Annie Campbell Huestis

Rating: 4.33
Rating: 4.33

Annie Campbell Huestis Poems

The sky had a gray, gray face,
The touch of the mist was chill,
The earth was an eerie place,
For the wind moaned over the hill;
...

Aldaran, who loved to sing,
Here lieth dead.
All the glory of the Spring,
All its birds and blossoming,
...

As I went lonely up the stair
Ah me, the ghost that I saw there!
So bright and near it seemed to be,
It laid a hand with tender touch
...

The Will-o'-the-Wisp is out on the marsh,
And all alone he goes;
There's not a sight of his glimmering light
From break of day to close;
...

Annie Campbell Huestis Biography

Annie Campbell Huestis began very early in life to write verse acceptable to magazine editors, for she was but a small child, under her teens, when Charles G. D. Roberts sent her first poem to the New York Independent. It was accepted and paid for. She is the youngest of a family of six, and was born in Halifax, Nova Scotia. Her father is Mr. Martin Bent Huestis, of United Empire Loyalist descent, and her mother, Victoire Ayrton Johnson, a sister of the late George Johnson, Dominion Statistician. Mrs. Huestis is of English and Irish extraction,–one of whose ancestors was a Doctor of Music, so distinguished that he was buried in the cloisters of Westminster Abbey, and another, a Privy Councillor of the United Kingdom. After attendance at public and high schools, Miss Huestis continued her studies at the Sacred Heart Convent. Since then she has travelled abroad twice, the second time as a writer of descriptive articles for newspapers. She has contributed frequently to magazines. A recent number of Harper's Weekly contained 'On the Stair,' and Harper's Magazine, of July, 1916, has a story by this author, entitled 'Flannigan.')

The Best Poem Of Annie Campbell Huestis

The Little White Sun

THE sky had a gray, gray face,
The touch of the mist was chill,
The earth was an eerie place,
For the wind moaned over the hill;
But the brown earth laughed, and the sky turned blue,
When the little white sun came peeping through.

The wet leaves saw it and smiled,
The glad birds gave it a song–
A cry from a heart, glee-wild,
And the echoes laugh it along:
And the wind and I went whistling, too,
When the little white sun came peeping through.

So, welcome the chill of rain
And the world in its dreary guise–
To have it over again,
That moment of sweet surprise,
When the brown earth laughs, and the sky turns blue,
As the little white sun comes peeping through.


▶ [EXERCISE DETAILS] Note each line in the data below that holds "mouth", and copy it.

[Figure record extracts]

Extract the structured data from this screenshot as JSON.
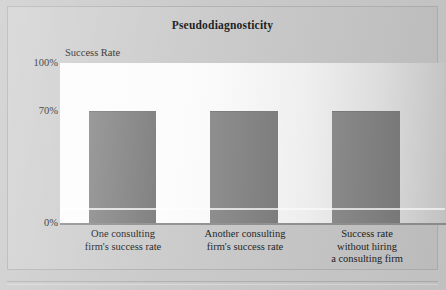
{
  "figure": {
    "title": "Pseudodiagnosticity",
    "y_axis_title": "Success Rate"
  },
  "colors": {
    "bar_fill": "#818181",
    "page_background": "#c8c8c8",
    "plot_background": "#fdfdfd",
    "frame_border": "#b0b0b0",
    "axis_line": "#8f8f8f",
    "text": "#1a1a1a"
  },
  "chart_data": {
    "type": "bar",
    "title": "Pseudodiagnosticity",
    "xlabel": "",
    "ylabel": "Success Rate",
    "ylim": [
      0,
      100
    ],
    "yticks": [
      0,
      70,
      100
    ],
    "ytick_labels": [
      "0%",
      "70%",
      "100%"
    ],
    "grid": false,
    "legend": false,
    "categories": [
      "One consulting firm's success rate",
      "Another consulting firm's success rate",
      "Success rate without hiring a consulting firm"
    ],
    "category_lines": [
      [
        "One consulting",
        "firm's success rate"
      ],
      [
        "Another consulting",
        "firm's success rate"
      ],
      [
        "Success rate",
        "without hiring",
        "a consulting firm"
      ]
    ],
    "values": [
      70,
      70,
      70
    ],
    "value_unit": "%"
  }
}
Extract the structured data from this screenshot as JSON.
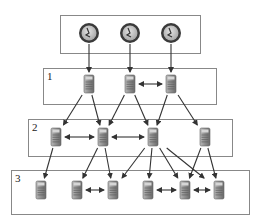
{
  "diagram": {
    "type": "hierarchy",
    "clock_box": {
      "x": 60,
      "y": 15,
      "w": 140,
      "h": 38
    },
    "layers": [
      {
        "label": "1",
        "box": {
          "x": 43,
          "y": 68,
          "w": 173,
          "h": 36
        }
      },
      {
        "label": "2",
        "box": {
          "x": 28,
          "y": 119,
          "w": 204,
          "h": 37
        }
      },
      {
        "label": "3",
        "box": {
          "x": 11,
          "y": 170,
          "w": 238,
          "h": 44
        }
      }
    ],
    "clocks": [
      {
        "id": "c1",
        "x": 89,
        "y": 33
      },
      {
        "id": "c2",
        "x": 130,
        "y": 33
      },
      {
        "id": "c3",
        "x": 171,
        "y": 33
      }
    ],
    "servers": [
      {
        "id": "s1a",
        "layer": 1,
        "x": 89,
        "y": 84
      },
      {
        "id": "s1b",
        "layer": 1,
        "x": 130,
        "y": 84
      },
      {
        "id": "s1c",
        "layer": 1,
        "x": 171,
        "y": 84
      },
      {
        "id": "s2a",
        "layer": 2,
        "x": 56,
        "y": 137
      },
      {
        "id": "s2b",
        "layer": 2,
        "x": 103,
        "y": 137
      },
      {
        "id": "s2c",
        "layer": 2,
        "x": 153,
        "y": 137
      },
      {
        "id": "s2d",
        "layer": 2,
        "x": 205,
        "y": 137
      },
      {
        "id": "s3a",
        "layer": 3,
        "x": 41,
        "y": 190
      },
      {
        "id": "s3b",
        "layer": 3,
        "x": 77,
        "y": 190
      },
      {
        "id": "s3c",
        "layer": 3,
        "x": 113,
        "y": 190
      },
      {
        "id": "s3d",
        "layer": 3,
        "x": 148,
        "y": 190
      },
      {
        "id": "s3e",
        "layer": 3,
        "x": 185,
        "y": 190
      },
      {
        "id": "s3f",
        "layer": 3,
        "x": 219,
        "y": 190
      }
    ],
    "edges": [
      {
        "from": "c1",
        "to": "s1a"
      },
      {
        "from": "c2",
        "to": "s1b"
      },
      {
        "from": "c3",
        "to": "s1c"
      },
      {
        "from": "s1a",
        "to": "s2a"
      },
      {
        "from": "s1a",
        "to": "s2b"
      },
      {
        "from": "s1b",
        "to": "s2b"
      },
      {
        "from": "s1b",
        "to": "s2c"
      },
      {
        "from": "s1c",
        "to": "s2c"
      },
      {
        "from": "s1c",
        "to": "s2d"
      },
      {
        "from": "s2a",
        "to": "s3a"
      },
      {
        "from": "s2b",
        "to": "s3b"
      },
      {
        "from": "s2b",
        "to": "s3c"
      },
      {
        "from": "s2c",
        "to": "s3c"
      },
      {
        "from": "s2c",
        "to": "s3d"
      },
      {
        "from": "s2c",
        "to": "s3e"
      },
      {
        "from": "s2c",
        "to": "s3f"
      },
      {
        "from": "s2d",
        "to": "s3e"
      },
      {
        "from": "s2d",
        "to": "s3f"
      }
    ],
    "peer_links": [
      {
        "a": "s1b",
        "b": "s1c"
      },
      {
        "a": "s2a",
        "b": "s2b"
      },
      {
        "a": "s2b",
        "b": "s2c"
      },
      {
        "a": "s3b",
        "b": "s3c"
      },
      {
        "a": "s3d",
        "b": "s3e"
      },
      {
        "a": "s3e",
        "b": "s3f"
      }
    ],
    "colors": {
      "box_stroke": "#888888",
      "arrow": "#333333",
      "clock_rim": "#3a3a3a",
      "clock_face": "#c8c8c8",
      "server_body": "#9a9a9a",
      "server_dark": "#6e6e6e"
    }
  }
}
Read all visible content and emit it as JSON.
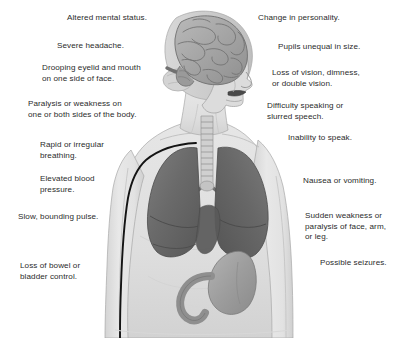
{
  "figure": {
    "background_color": "#ffffff",
    "text_color": "#2b2b2b",
    "body_fill_color": "#e4e4e4",
    "organ_fill_color": "#6e6e6e",
    "outline_color": "#8a8a8a",
    "accent_line_color": "#1a1a1a"
  },
  "anatomy": {
    "parts": [
      {
        "name": "head-profile",
        "label": "Head shown in right profile"
      },
      {
        "name": "brain",
        "label": "Brain with gyri and sulci"
      },
      {
        "name": "trachea",
        "label": "Trachea with cartilage rings"
      },
      {
        "name": "lung-left",
        "label": "Left lung"
      },
      {
        "name": "lung-right",
        "label": "Right lung"
      },
      {
        "name": "stomach",
        "label": "Stomach and duodenum"
      },
      {
        "name": "torso",
        "label": "Upper torso and arms"
      },
      {
        "name": "aorta-line",
        "label": "Dark vessel line along left torso"
      }
    ]
  },
  "labels_left": [
    {
      "id": "altered-mental-status",
      "text": "Altered mental status.",
      "x": 67,
      "y": 13
    },
    {
      "id": "severe-headache",
      "text": "Severe headache.",
      "x": 57,
      "y": 41
    },
    {
      "id": "drooping-eyelid-and-mouth",
      "text": "Drooping eyelid and mouth\non one side of face.",
      "x": 42,
      "y": 63
    },
    {
      "id": "paralysis-or-weakness",
      "text": "Paralysis or weakness on\none or both sides of the body.",
      "x": 28,
      "y": 99
    },
    {
      "id": "rapid-or-irregular-breathing",
      "text": "Rapid or irregular\nbreathing.",
      "x": 40,
      "y": 140
    },
    {
      "id": "elevated-blood-pressure",
      "text": "Elevated blood\npressure.",
      "x": 40,
      "y": 174
    },
    {
      "id": "slow-bounding-pulse",
      "text": "Slow, bounding pulse.",
      "x": 18,
      "y": 212
    },
    {
      "id": "loss-of-bowel-or-bladder-control",
      "text": "Loss of bowel or\nbladder control.",
      "x": 20,
      "y": 261
    }
  ],
  "labels_right": [
    {
      "id": "change-in-personality",
      "text": "Change in personality.",
      "x": 258,
      "y": 13
    },
    {
      "id": "pupils-unequal-in-size",
      "text": "Pupils unequal in size.",
      "x": 278,
      "y": 42
    },
    {
      "id": "loss-of-vision-dimness",
      "text": "Loss of vision, dimness,\nor double vision.",
      "x": 272,
      "y": 68
    },
    {
      "id": "difficulty-speaking",
      "text": "Difficulty speaking or\nslurred speech.",
      "x": 267,
      "y": 101
    },
    {
      "id": "inability-to-speak",
      "text": "Inability to speak.",
      "x": 288,
      "y": 133
    },
    {
      "id": "nausea-or-vomiting",
      "text": "Nausea or vomiting.",
      "x": 303,
      "y": 176
    },
    {
      "id": "sudden-weakness-or-paralysis",
      "text": "Sudden weakness or\nparalysis of face, arm,\nor leg.",
      "x": 305,
      "y": 211
    },
    {
      "id": "possible-seizures",
      "text": "Possible seizures.",
      "x": 320,
      "y": 258
    }
  ]
}
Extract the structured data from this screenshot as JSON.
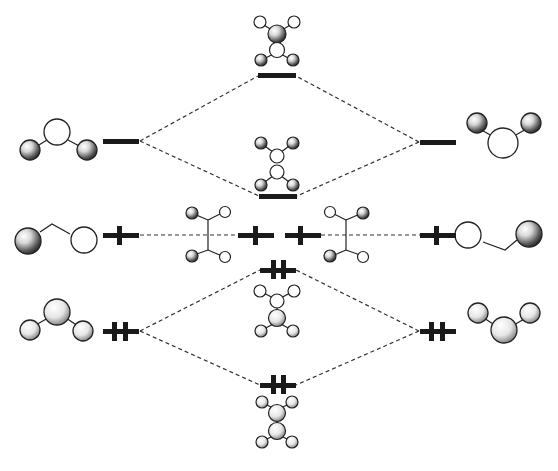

▶ [EXERCISE RESULT]
      "id": "drooping-eyelid-and-mouth",
      "text": "Drooping eyelid and mouth\non one side of face.",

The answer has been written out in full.